Chatterbox

The Wag the Dog Caucus

Nothing better symbolizes the poisoned partisanship of the times than the number of prominent Republicans who seem to believe that James Carville orchestrated the attack on Iraq. That master cynic, Senate Majority Leader Trent Lott, was at least muted in his words as he opposed the timing of the cruise-missile assault. Just before the bombing of Baghdad, Florida’s Tillie Fowler, the token woman in the post-Gingrich GOP House leadership, claimed that the Iraqi showdown was just a ruse by a president who “is shameless in what he would do to stay in office.” And Gerald Solomon, the soon-to-retire chairman of the House Rules Committee, couldn’t resist a swan-song appearance before the TV cameras as he blustered about Bill Clinton, “For him to do this at this unbelievable time is just outrageous.”

Chatterbox, who is far from the second coming of Curtis LeMay, tends to support the bombing raids as sadly inevitable. But he also suspects that political considerations may have subtly influenced president’s decision. Calm down, Chatterbox is not endorsing those irresponsible GOP conspiracy theories. The truth may be precisely the opposite of what the Tillie Fowlers fear.

Confronted with a unanimous endorsement of the Iraq-and-ruin attacks by the Joint Chiefs of Staff, Clinton may well have decided that he lacked the political muscle to resist these bombs-away pressures. Up to now, Clinton has been the leading skeptic among those sitting around the Situation Room table about the policy merits of an all-out cruise-missile assault on Saddam. But if, on the eve of the House vote, rumors spread in military circles that Clinton was fecklessly resisting military action, Congress would have gone beyond impeachment and recommended lynching. So Clinton took the politically prudent course, bowing to the hawkish wisdom of his military advisers, and let the bombs fly.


▶ [ACTION ITEM]
Search the records for "case" and copy each line that holds it.

(Source data)

- - -

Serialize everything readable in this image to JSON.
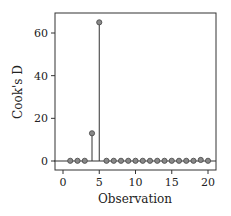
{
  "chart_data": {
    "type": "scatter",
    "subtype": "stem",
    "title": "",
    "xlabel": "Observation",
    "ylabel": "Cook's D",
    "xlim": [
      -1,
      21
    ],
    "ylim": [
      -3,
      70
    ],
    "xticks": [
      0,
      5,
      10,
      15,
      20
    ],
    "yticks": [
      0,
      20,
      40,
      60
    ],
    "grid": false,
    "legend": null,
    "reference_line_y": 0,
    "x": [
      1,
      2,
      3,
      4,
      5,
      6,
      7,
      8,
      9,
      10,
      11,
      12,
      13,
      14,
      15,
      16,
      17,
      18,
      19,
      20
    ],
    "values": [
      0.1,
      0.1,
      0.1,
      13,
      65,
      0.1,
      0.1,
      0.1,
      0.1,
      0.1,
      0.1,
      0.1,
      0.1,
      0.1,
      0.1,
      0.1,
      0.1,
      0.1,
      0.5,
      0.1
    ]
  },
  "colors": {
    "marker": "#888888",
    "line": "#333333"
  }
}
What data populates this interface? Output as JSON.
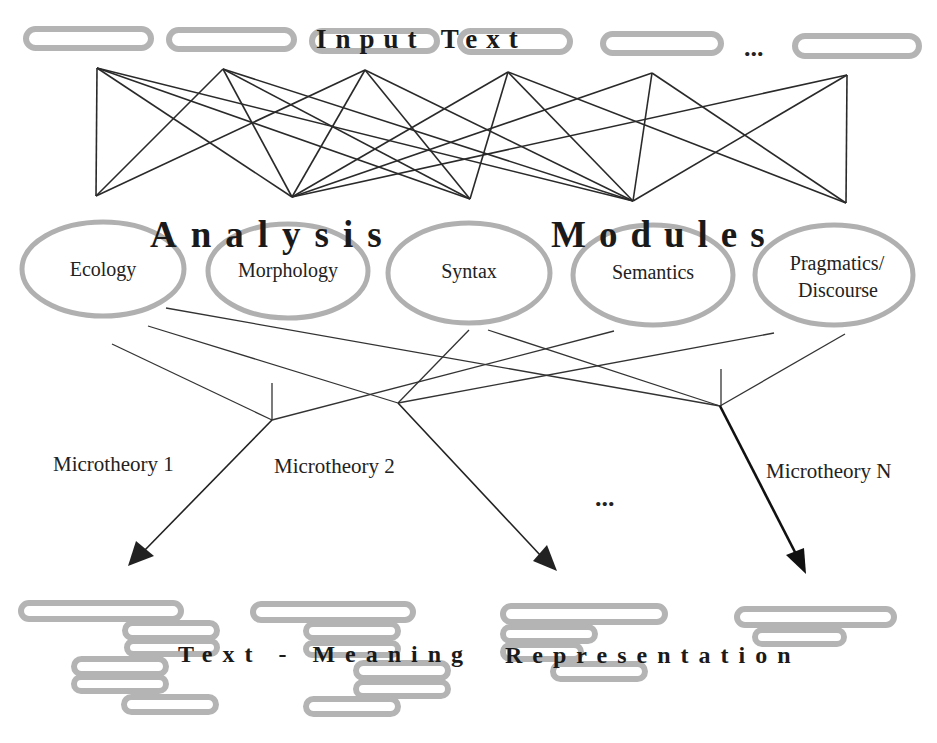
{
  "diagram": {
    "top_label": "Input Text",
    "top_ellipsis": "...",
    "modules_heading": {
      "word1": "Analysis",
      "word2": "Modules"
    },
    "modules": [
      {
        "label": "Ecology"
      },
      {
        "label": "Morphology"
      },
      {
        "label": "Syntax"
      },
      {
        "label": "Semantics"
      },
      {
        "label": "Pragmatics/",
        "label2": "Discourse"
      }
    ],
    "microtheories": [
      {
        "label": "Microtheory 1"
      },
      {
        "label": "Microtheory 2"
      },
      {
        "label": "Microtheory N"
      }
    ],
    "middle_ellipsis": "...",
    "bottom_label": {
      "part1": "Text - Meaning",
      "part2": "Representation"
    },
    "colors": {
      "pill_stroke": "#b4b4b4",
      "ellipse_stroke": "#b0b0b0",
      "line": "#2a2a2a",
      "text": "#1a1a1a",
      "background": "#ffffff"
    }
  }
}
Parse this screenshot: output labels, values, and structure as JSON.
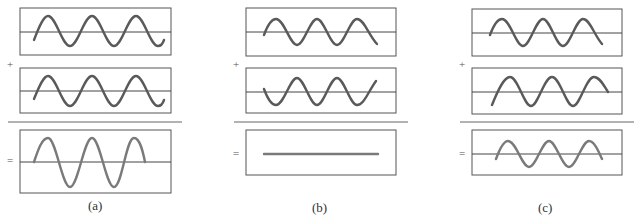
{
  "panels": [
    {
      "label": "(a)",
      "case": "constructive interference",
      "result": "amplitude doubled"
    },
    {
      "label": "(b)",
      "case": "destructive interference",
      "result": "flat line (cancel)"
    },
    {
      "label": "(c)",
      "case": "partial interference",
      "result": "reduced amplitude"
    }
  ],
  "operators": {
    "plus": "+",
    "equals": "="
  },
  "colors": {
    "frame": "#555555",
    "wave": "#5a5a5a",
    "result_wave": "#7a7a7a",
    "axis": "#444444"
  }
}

- - -

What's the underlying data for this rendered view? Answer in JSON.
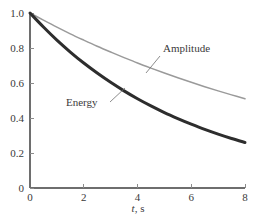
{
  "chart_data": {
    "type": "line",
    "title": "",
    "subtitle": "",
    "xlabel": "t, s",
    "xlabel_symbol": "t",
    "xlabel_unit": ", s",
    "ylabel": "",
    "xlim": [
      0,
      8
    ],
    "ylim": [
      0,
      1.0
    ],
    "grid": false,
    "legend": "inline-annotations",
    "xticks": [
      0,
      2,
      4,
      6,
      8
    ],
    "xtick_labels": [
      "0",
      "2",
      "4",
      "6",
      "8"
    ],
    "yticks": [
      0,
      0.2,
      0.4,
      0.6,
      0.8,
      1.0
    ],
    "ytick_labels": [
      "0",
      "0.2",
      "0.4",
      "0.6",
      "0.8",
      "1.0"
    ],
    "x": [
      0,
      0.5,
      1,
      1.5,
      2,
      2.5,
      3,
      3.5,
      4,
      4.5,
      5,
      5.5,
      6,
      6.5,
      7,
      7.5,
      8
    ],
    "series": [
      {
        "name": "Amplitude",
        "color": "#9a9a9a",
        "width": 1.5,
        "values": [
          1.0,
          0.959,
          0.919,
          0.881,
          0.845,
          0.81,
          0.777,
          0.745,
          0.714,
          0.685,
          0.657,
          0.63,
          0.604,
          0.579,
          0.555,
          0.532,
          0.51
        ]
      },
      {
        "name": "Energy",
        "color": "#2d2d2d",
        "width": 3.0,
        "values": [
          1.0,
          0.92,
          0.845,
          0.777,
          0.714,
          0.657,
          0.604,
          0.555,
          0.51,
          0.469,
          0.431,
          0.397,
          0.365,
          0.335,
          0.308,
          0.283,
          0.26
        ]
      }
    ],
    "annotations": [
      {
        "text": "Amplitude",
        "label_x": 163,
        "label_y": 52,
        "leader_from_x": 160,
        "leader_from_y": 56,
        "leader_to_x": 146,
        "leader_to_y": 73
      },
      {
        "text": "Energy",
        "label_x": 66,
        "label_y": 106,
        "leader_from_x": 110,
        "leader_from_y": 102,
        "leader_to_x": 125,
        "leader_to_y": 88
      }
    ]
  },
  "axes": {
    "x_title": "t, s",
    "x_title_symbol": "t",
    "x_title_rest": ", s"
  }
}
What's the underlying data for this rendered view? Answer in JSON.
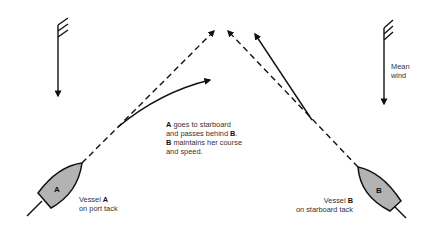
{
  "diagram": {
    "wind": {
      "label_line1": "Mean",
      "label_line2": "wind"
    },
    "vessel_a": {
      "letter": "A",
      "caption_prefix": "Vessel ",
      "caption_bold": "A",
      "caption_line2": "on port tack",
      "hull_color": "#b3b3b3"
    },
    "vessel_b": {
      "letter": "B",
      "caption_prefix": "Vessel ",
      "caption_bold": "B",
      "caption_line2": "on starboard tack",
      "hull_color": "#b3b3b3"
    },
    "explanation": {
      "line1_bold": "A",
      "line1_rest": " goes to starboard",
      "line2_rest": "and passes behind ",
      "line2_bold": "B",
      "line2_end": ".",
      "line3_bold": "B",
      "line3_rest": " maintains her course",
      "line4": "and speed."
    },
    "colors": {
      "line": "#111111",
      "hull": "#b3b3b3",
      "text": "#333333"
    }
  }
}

- - -

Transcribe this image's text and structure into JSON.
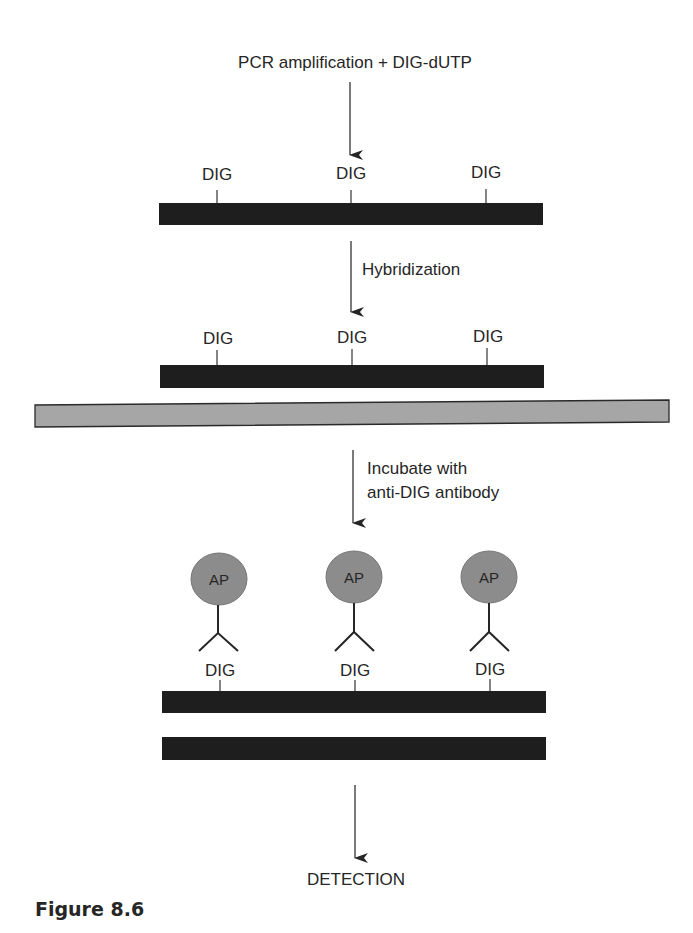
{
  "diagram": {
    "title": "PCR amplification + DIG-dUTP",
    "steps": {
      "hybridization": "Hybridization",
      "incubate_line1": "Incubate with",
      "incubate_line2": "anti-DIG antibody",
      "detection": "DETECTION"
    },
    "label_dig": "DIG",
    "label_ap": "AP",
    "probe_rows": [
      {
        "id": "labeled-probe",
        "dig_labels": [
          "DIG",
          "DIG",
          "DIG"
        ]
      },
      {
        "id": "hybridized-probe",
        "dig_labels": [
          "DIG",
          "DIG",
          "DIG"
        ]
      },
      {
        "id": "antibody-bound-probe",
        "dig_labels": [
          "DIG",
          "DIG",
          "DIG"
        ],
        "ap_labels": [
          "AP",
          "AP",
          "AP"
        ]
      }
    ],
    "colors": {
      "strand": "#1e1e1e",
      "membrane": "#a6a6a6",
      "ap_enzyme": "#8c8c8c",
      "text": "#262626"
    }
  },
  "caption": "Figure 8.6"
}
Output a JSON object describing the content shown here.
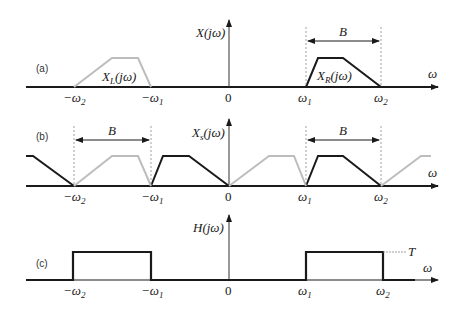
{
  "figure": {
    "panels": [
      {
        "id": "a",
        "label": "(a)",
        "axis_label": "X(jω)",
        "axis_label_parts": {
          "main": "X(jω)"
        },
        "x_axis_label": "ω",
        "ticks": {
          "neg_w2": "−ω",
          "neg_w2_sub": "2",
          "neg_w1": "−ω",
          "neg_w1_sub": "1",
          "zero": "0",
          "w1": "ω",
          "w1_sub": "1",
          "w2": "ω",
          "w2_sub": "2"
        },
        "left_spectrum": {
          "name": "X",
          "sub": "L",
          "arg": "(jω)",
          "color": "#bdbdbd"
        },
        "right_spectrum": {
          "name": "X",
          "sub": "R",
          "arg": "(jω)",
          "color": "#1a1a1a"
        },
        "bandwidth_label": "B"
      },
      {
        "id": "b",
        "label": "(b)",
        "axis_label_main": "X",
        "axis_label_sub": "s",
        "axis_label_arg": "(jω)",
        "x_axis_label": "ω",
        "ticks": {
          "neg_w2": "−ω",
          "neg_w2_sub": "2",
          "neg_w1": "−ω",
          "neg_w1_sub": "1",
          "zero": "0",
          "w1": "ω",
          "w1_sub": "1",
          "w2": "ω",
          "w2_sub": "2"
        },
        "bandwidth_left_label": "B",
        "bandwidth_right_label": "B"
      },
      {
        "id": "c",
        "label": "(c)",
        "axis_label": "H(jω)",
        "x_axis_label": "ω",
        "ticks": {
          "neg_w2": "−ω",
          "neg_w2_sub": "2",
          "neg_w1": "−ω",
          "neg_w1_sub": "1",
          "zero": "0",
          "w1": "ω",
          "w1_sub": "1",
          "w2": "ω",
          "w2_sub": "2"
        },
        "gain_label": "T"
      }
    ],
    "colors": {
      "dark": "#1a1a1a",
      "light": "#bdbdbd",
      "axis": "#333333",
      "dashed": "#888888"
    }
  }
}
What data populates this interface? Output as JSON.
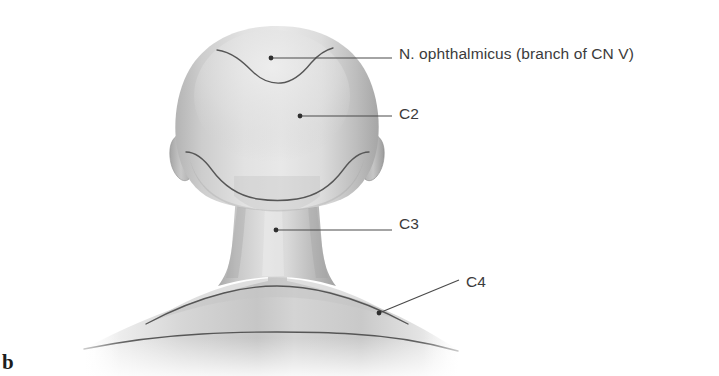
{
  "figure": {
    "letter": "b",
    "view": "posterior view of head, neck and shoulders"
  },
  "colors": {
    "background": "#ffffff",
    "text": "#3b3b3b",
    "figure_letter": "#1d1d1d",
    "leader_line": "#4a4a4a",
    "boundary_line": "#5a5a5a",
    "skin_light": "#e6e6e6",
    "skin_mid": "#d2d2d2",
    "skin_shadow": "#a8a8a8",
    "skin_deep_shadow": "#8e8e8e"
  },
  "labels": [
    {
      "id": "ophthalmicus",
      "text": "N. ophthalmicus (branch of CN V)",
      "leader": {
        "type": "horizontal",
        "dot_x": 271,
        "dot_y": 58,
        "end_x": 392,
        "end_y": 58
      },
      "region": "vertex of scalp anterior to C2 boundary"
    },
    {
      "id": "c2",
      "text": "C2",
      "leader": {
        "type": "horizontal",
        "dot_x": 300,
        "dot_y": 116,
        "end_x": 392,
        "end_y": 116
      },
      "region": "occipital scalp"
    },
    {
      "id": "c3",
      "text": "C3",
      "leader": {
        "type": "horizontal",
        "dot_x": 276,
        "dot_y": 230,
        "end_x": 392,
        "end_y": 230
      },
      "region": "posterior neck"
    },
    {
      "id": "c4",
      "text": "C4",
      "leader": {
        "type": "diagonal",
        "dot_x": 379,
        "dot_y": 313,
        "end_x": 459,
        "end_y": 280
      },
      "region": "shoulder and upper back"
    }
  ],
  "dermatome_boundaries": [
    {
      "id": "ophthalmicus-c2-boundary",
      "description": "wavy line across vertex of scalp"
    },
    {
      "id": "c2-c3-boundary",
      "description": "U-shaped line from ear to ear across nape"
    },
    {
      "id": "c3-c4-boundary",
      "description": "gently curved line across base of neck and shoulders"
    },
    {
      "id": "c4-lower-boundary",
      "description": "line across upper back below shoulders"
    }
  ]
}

- - -

▶ [REPLY]
      "case": "constructive interference",
      "case": "destructive interference",
      "case": "partial interference",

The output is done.